* [What to work on]:
When you transcribe the lines below, keep every word the same and leave the pictures behind.

Collected data entries:

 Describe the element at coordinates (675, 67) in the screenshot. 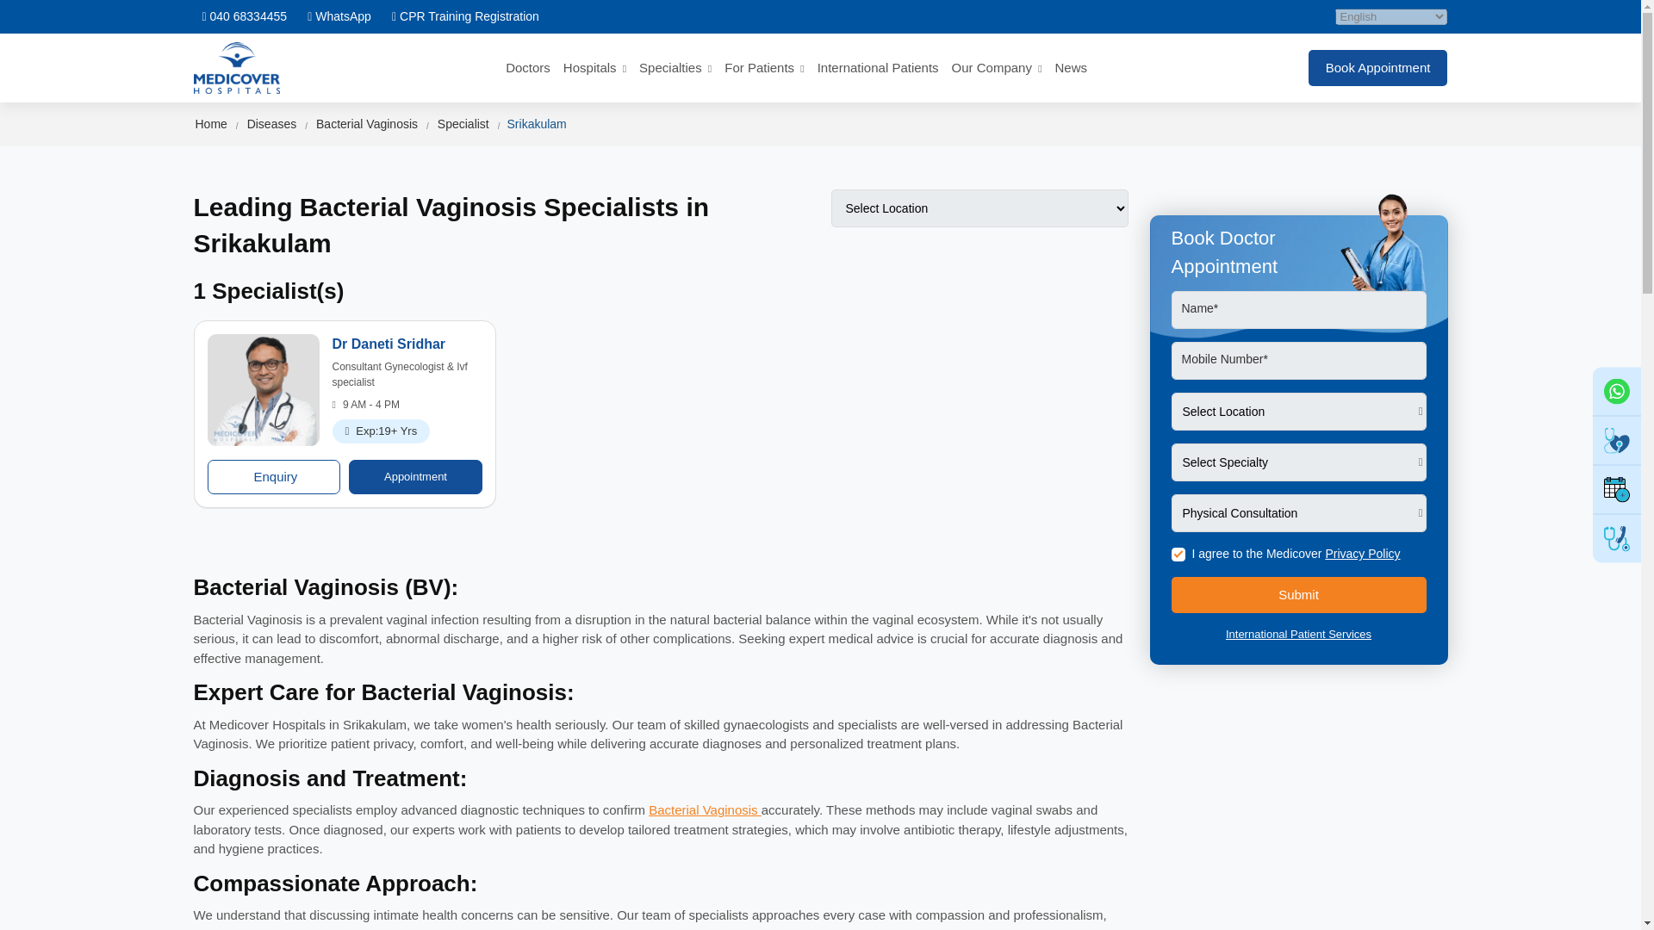

I see `Specialties` at that location.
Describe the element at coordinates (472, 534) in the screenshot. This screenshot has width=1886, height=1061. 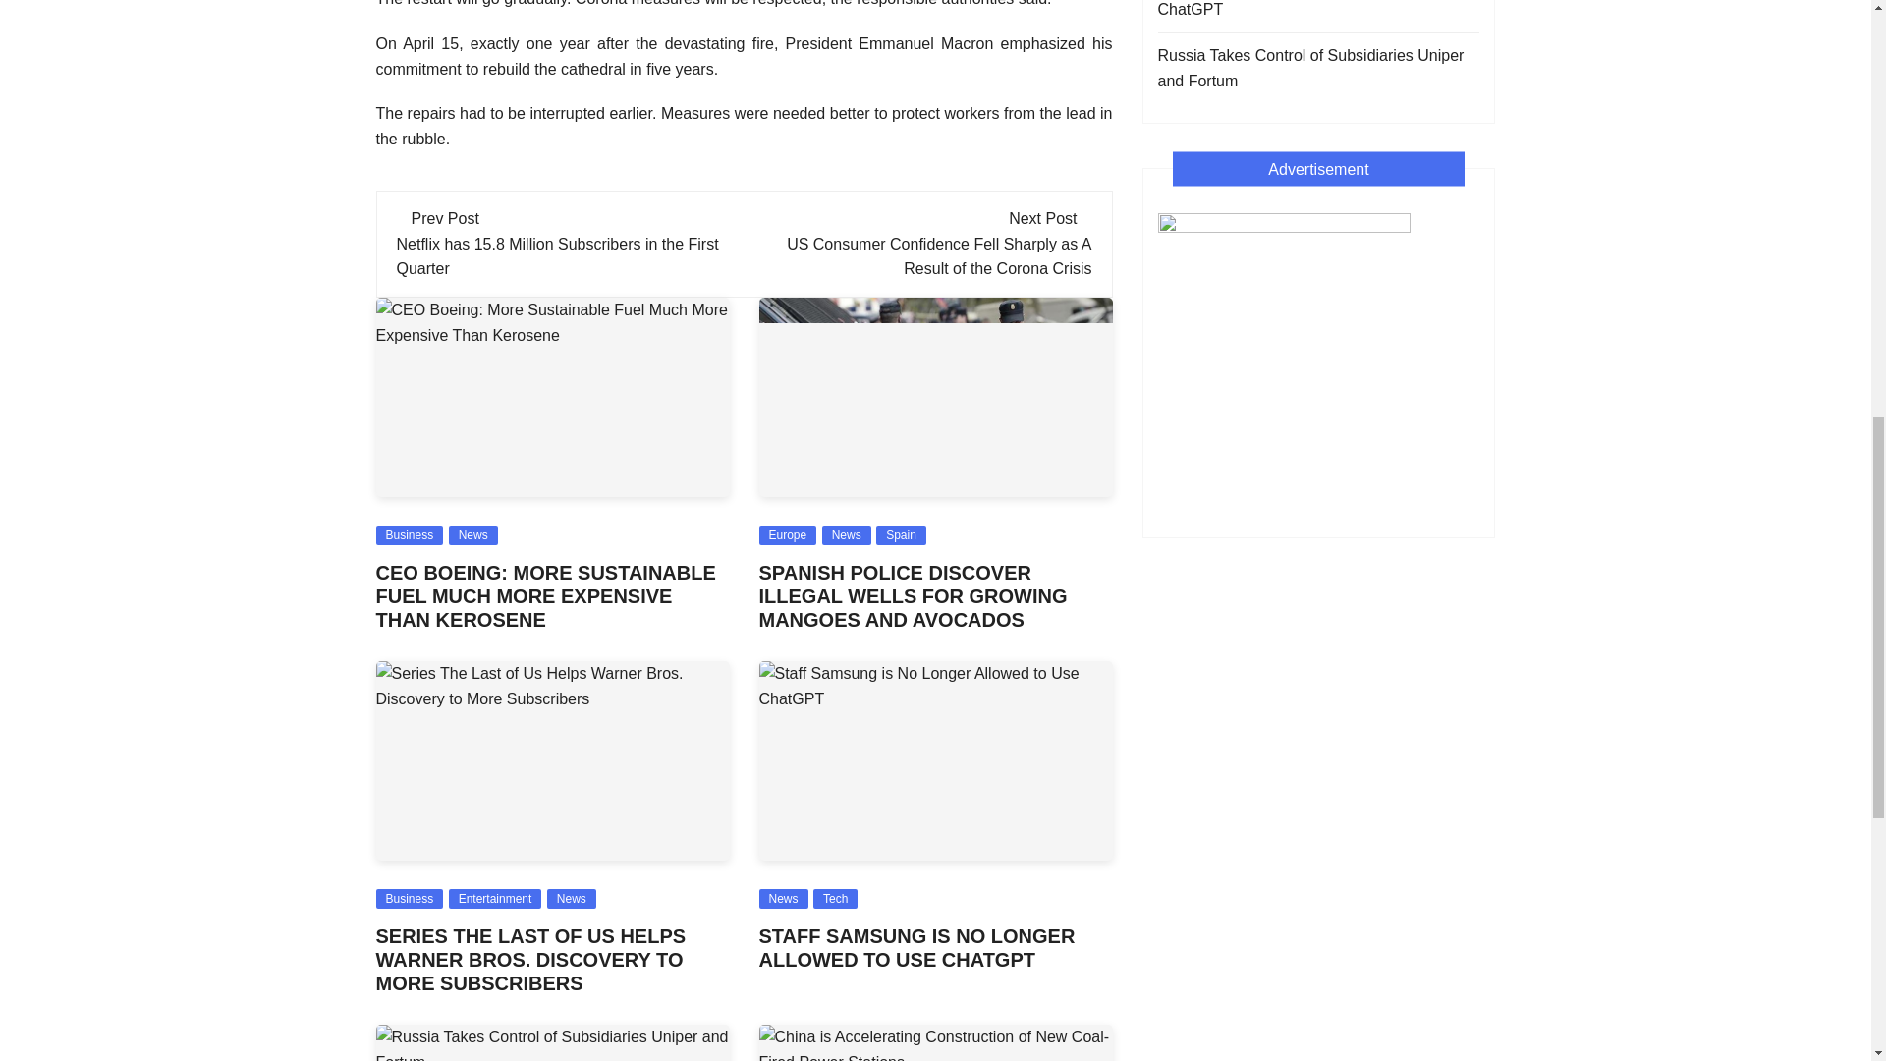
I see `News` at that location.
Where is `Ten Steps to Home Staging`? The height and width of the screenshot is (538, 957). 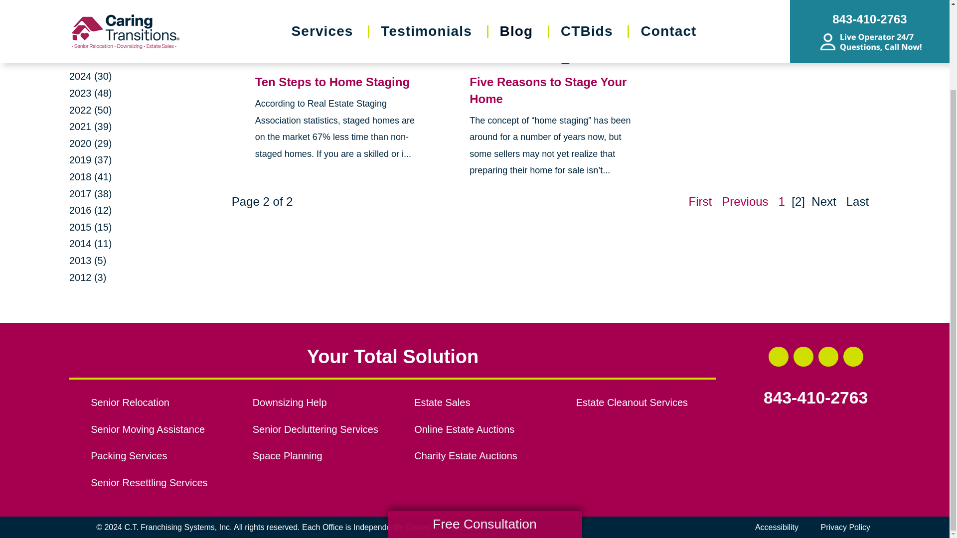
Ten Steps to Home Staging is located at coordinates (332, 82).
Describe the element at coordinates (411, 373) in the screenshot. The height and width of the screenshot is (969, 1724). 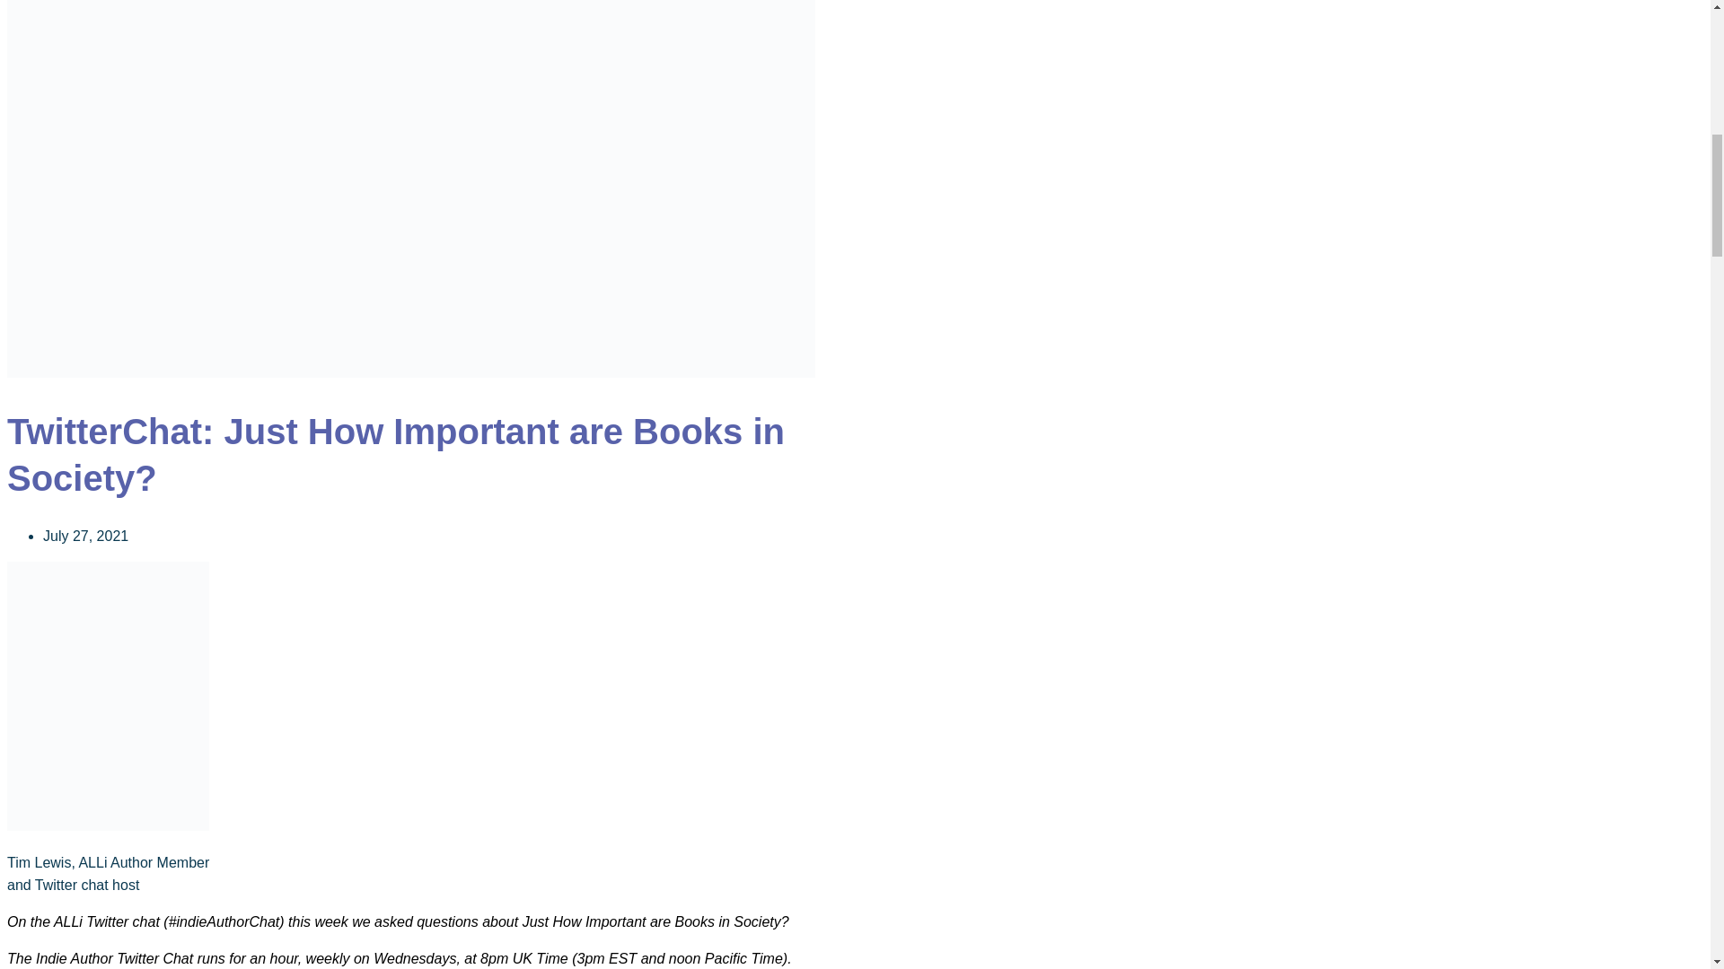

* [Reply]:
 Describe the element at coordinates (675, 67) in the screenshot. 

I see `Specialties` at that location.
Describe the element at coordinates (472, 534) in the screenshot. This screenshot has width=1886, height=1061. 
I see `News` at that location.
Where is `Ten Steps to Home Staging`? The height and width of the screenshot is (538, 957). 
Ten Steps to Home Staging is located at coordinates (332, 82).
Describe the element at coordinates (411, 373) in the screenshot. The height and width of the screenshot is (969, 1724). 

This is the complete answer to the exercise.